Japan needs permanent UN Security Council seat
By Edward Neilan
Issue on permanent seat at the United Nations Security Council could be among those discussed when Chinese President Jiang Zemin comes to Tokyo for a meeting with Prime Minister Keizo Obuchi.
TOKYO (JP): Based on qualification, world power reality, money in the bank, diplomatic leverage, the quest for global stability beyond 2000, and old-fashioned moxie, Japan should act now to demand being seated as a permanent member of the United Nations Security Council.
What better time for the finalizing of such an event than the turn of the clock announcing a new century?
And what better time and setting to get the diplomatic ball rolling toward that goal than next month's meeting in Tokyo between Chinese President Jiang Zemin and Japanese Prime Minister Keizo Obuchi.
As with the case of U.S. President Bill Clinton's visit to China in July, the Chinese side wants to set the agenda for the Sino-Japan meeting.
Whatever else you may read about the agenda items for the visit, be assured that Beijing wants some public assurances from Japan that the new defense guidelines between Tokyo and Washington do not apply specifically to Taiwan and the Taiwan Strait.
Confirmation of Beijing's preoccupation and insistence on this matter comes from no less an authority than Tetsuzo Fuwa, Chairman of the Japan Communist Party (JCP) who met President Jiang recently in Beijing.
Speaking at the Foreign Correspondents' Club of Japan last week, 10-term lawmaker Fuwa expressed his surprise that Jiang had been more serious on the Taiwan issue than on problems like the 30-year chill in relations between the Chinese and Japanese communist parties, the Asian financial crisis and continued impasse on the Korean Peninsula.
There is some reason to believe that Jiang wants Obuchi to reiterate Japan's Taiwan policy much in the way Clinton was coaxed into pinning down the "three no's" of U.S. policy toward Taiwan. The U.S. Congress thought Clinton's statement was excessive and condemned it in a near-unanimous resolution.
The point is that if China wants its own agenda to be addressed, it must also listen to others' points of view. China must take some actions that go beyond its own narrow nationalistic assertions and do some things that are good for Asia generally.
Now is the moment to spell out for China that it is not calling all the shots on the Asia-Pacific landscape. The time is ripe to move the Security Council permanent seat issue from a talking point to an action point.
Japan must campaign boldly for the permanent Security Council seat while making it clear what it seeks in guaranteeing its own global security.
There is a general consensus in Japan that these objectives should be sought within the framework of its security arrangement with the United States.
"If Japan seeks to abandon its bilateral security set-up and go it alone, there will be good reason for other Asian nations to believe that this country will seek to become a military power," said Kensuke Ebata, a defense specialist speaking at a Tokyo seminar last October.
He said the international community would not accept Japan's assertion that it has the right to collective self-defense under international law, but that it was not allowed to exercise that right under its constitution.
Other experts at that and subsequent seminars have said Japan must take advantage of its diplomatic prowess to gain a permanent seat on the UN Security Council.
Many agree that Japan should accept all obligations that come with full membership. A full domestic debate would be healthy on this point.
Polls have shown that a proposal to increase the Security Council membership by two---Japan and Germany---could be successful. But lately, bids by India (on the heels of its nuclear test), Egypt and Brazil have been heard.
One of the traits of the new Japan we see emerging at the dawn of 2000 is a more bold diplomatic posture, combining an adjusted alliance with the United States and a more independent line focused through the United Nations, on whose Security Council Japan would own a permanent seat.
The writer is a Tokyo-based analyst of Northeast Asian affairs.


**WHAT YOU NEED TO DO**
Every line of the listing that contains the word "arrow" is to be copied out.

**DATA FOR REVIEW**
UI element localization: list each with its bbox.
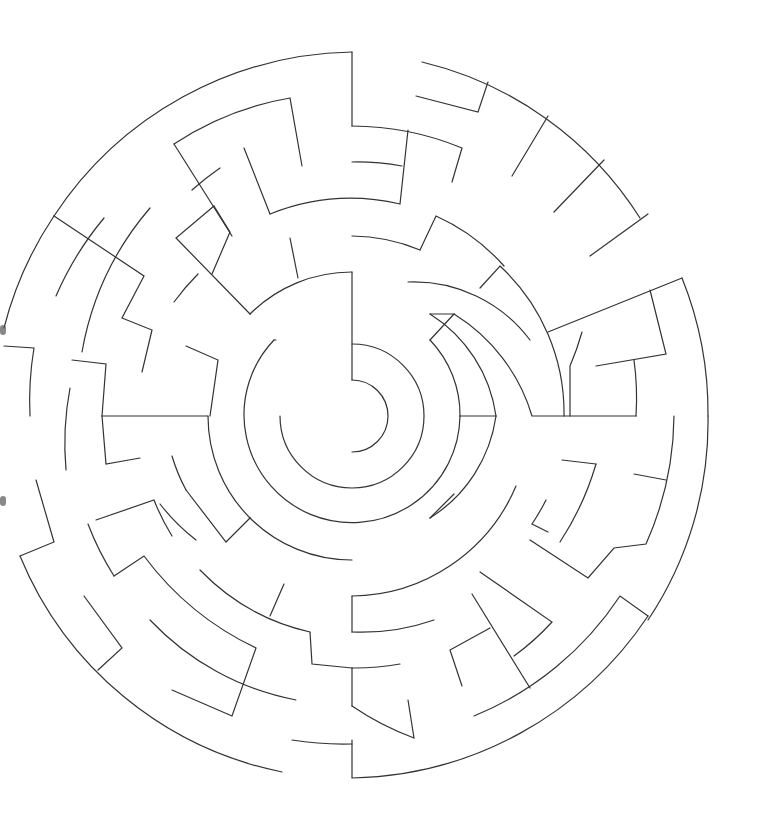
maze-wall (200, 570, 310, 632)
maze-wall (352, 380, 388, 452)
maze-wall (84, 596, 122, 670)
maze-wall (310, 632, 352, 668)
maze-wall (56, 218, 104, 296)
maze-wall (682, 278, 708, 416)
maze-wall (570, 332, 582, 416)
maze-wall (88, 524, 114, 576)
maze-wall (174, 98, 302, 166)
maze-wall (596, 290, 666, 366)
maze-wall (208, 416, 250, 518)
maze-wall (54, 216, 152, 372)
maze-wall (430, 340, 460, 416)
maze-wall (20, 480, 54, 556)
maze-wall (474, 596, 648, 716)
maze-wall (114, 556, 256, 716)
maze-wall (172, 456, 186, 490)
maze-wall (72, 360, 106, 416)
maze-wall (530, 416, 674, 578)
maze-wall (554, 160, 604, 212)
maze-wall (430, 416, 496, 518)
maze-wall (186, 346, 218, 416)
maze-wall (270, 130, 408, 214)
maze-wall (352, 664, 400, 668)
maze-wall (54, 52, 352, 216)
maze-wall (472, 594, 530, 688)
maze-wall (65, 388, 70, 470)
maze-wall (270, 584, 284, 616)
maze-wall (102, 416, 208, 464)
maze-wall (292, 740, 352, 744)
maze-wall (352, 620, 434, 632)
maze-wall (212, 206, 230, 274)
maze-wall (648, 416, 708, 620)
left-entry-marker-bottom (0, 496, 6, 506)
maze-wall (20, 556, 282, 772)
maze-wall (174, 274, 198, 302)
maze-wall (4, 346, 34, 416)
maze-wall (560, 464, 596, 542)
maze-wall (422, 62, 640, 218)
maze-wall (244, 148, 270, 214)
maze-wall (408, 282, 530, 340)
maze-walls (4, 52, 708, 778)
maze-wall (590, 214, 648, 256)
maze-wall (430, 494, 454, 518)
maze-wall (634, 474, 666, 480)
maze-wall (416, 82, 488, 112)
maze-wall (290, 238, 298, 278)
maze-wall (548, 278, 682, 332)
maze-wall (450, 628, 490, 686)
maze-wall (4, 216, 54, 328)
maze-wall (562, 460, 596, 464)
maze-wall (480, 572, 552, 656)
maze-wall (512, 116, 548, 176)
maze-wall (250, 518, 352, 560)
maze-wall (82, 208, 150, 352)
maze-wall (352, 236, 420, 250)
maze-wall (420, 216, 504, 266)
maze-wall (430, 314, 454, 340)
maze-wall (352, 700, 414, 738)
maze-wall (186, 490, 250, 542)
maze-wall (250, 272, 352, 314)
maze-wall (480, 266, 564, 416)
maze-wall (352, 162, 402, 166)
maze-wall (532, 500, 548, 532)
maze-wall (160, 504, 196, 540)
maze-wall (454, 314, 636, 416)
maze-wall (634, 360, 637, 416)
left-entry-marker-top (0, 325, 6, 335)
circular-maze (0, 0, 758, 822)
maze-wall (176, 206, 250, 314)
maze-wall (150, 620, 296, 700)
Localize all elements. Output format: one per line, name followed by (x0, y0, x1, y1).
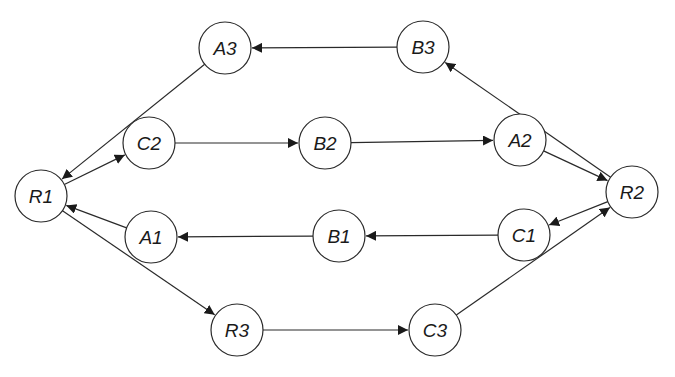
arrow-line (66, 205, 126, 228)
node-c3: C3 (409, 304, 461, 356)
arrow-line (252, 47, 397, 48)
node-label: R1 (29, 186, 53, 207)
arrow-line (549, 202, 608, 225)
edge-r2-to-c1 (549, 202, 608, 225)
node-label: R2 (620, 182, 645, 203)
node-label: R3 (225, 320, 250, 341)
node-label: B1 (327, 226, 350, 247)
nodes-layer: R1A3B3C2B2A2R2A1B1C1R3C3 (15, 21, 658, 356)
edge-b1-to-a1 (178, 236, 313, 237)
node-a3: A3 (199, 22, 251, 74)
node-a2: A2 (494, 114, 546, 166)
node-c2: C2 (123, 117, 175, 169)
edge-a1-to-r1 (66, 205, 126, 228)
arrow-line (544, 151, 608, 181)
node-label: C2 (137, 133, 162, 154)
node-label: C3 (423, 320, 448, 341)
node-r2: R2 (606, 166, 658, 218)
edge-c1-to-b1 (366, 235, 498, 236)
edge-a2-to-r2 (544, 151, 608, 181)
node-b1: B1 (313, 210, 365, 262)
node-a1: A1 (125, 211, 177, 263)
node-c1: C1 (498, 209, 550, 261)
node-r3: R3 (211, 304, 263, 356)
arrow-line (351, 140, 493, 142)
node-label: A3 (212, 38, 237, 59)
node-label: B2 (313, 133, 337, 154)
node-label: A1 (138, 227, 162, 248)
arrow-line (366, 235, 498, 236)
node-b3: B3 (397, 21, 449, 73)
node-b2: B2 (299, 117, 351, 169)
edges-layer (62, 47, 611, 330)
node-label: B3 (411, 37, 435, 58)
arrow-line (178, 236, 313, 237)
node-label: A2 (507, 130, 532, 151)
edge-b2-to-a2 (351, 140, 493, 142)
edge-b3-to-a3 (252, 47, 397, 48)
node-label: C1 (512, 225, 536, 246)
node-r1: R1 (15, 170, 67, 222)
graph-diagram: R1A3B3C2B2A2R2A1B1C1R3C3 (0, 0, 675, 377)
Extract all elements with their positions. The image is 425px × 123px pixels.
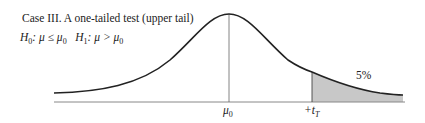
tail-area-label: 5% — [356, 69, 371, 81]
critical-value-label: +tT — [304, 104, 319, 119]
mean-label: μ0 — [223, 104, 233, 119]
bell-curve — [54, 14, 403, 95]
distribution-plot — [0, 0, 425, 123]
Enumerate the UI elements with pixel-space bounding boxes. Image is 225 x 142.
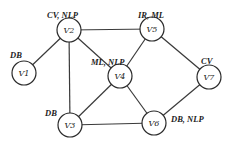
node-tag-v1: DB — [9, 50, 22, 60]
node-v1: V1 — [12, 61, 36, 85]
node-v3: V3 — [58, 113, 82, 137]
node-v6: V6 — [142, 111, 166, 135]
node-label: V4 — [115, 72, 126, 81]
node-tag-v5: IR, ML — [137, 10, 164, 20]
graph-diagram: V1V2V3V4V5V6V7 DBCV, NLPDBML, NLPIR, MLD… — [0, 0, 225, 142]
node-label: V3 — [65, 121, 76, 130]
node-label: V6 — [149, 119, 160, 128]
node-tag-v4: ML, NLP — [90, 57, 125, 67]
node-tag-v3: DB — [44, 108, 57, 118]
node-tag-v7: CV — [201, 56, 214, 66]
node-v5: V5 — [140, 17, 164, 41]
node-label: V5 — [147, 25, 158, 34]
edge-v2-v3 — [69, 30, 70, 125]
edge-v3-v6 — [70, 123, 154, 125]
node-v2: V2 — [57, 18, 81, 42]
node-v7: V7 — [197, 65, 221, 89]
node-label: V7 — [204, 73, 216, 82]
node-label: V1 — [19, 69, 30, 78]
node-label: V2 — [64, 26, 75, 35]
node-tag-v6: DB, NLP — [170, 114, 204, 124]
node-v4: V4 — [108, 64, 132, 88]
node-tag-v2: CV, NLP — [47, 10, 79, 20]
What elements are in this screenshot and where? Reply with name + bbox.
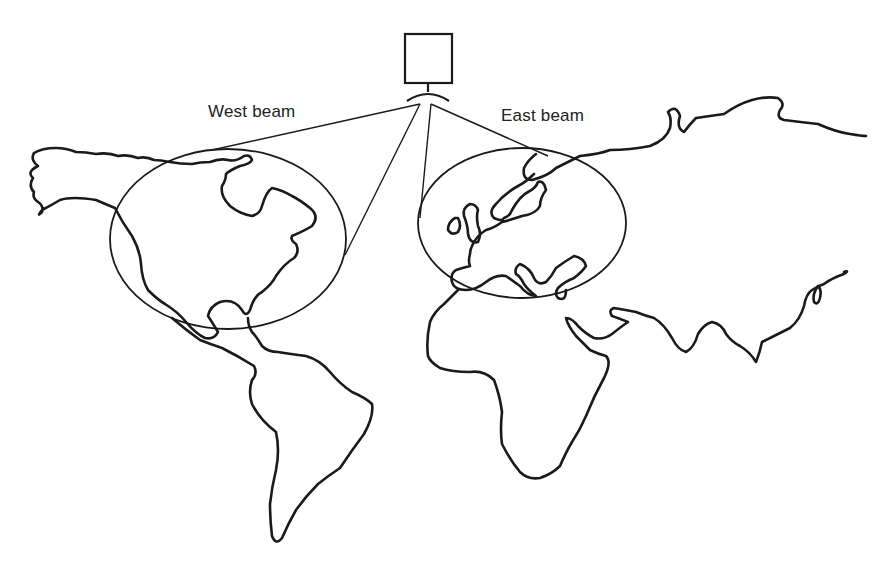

**OUTPUT BELOW**
arrow-line (66, 205, 126, 228)
arrow-line (252, 47, 397, 48)
arrow-line (549, 202, 608, 225)
arrow-line (544, 151, 608, 181)
arrow-line (351, 140, 493, 142)
arrow-line (366, 235, 498, 236)
arrow-line (178, 236, 313, 237)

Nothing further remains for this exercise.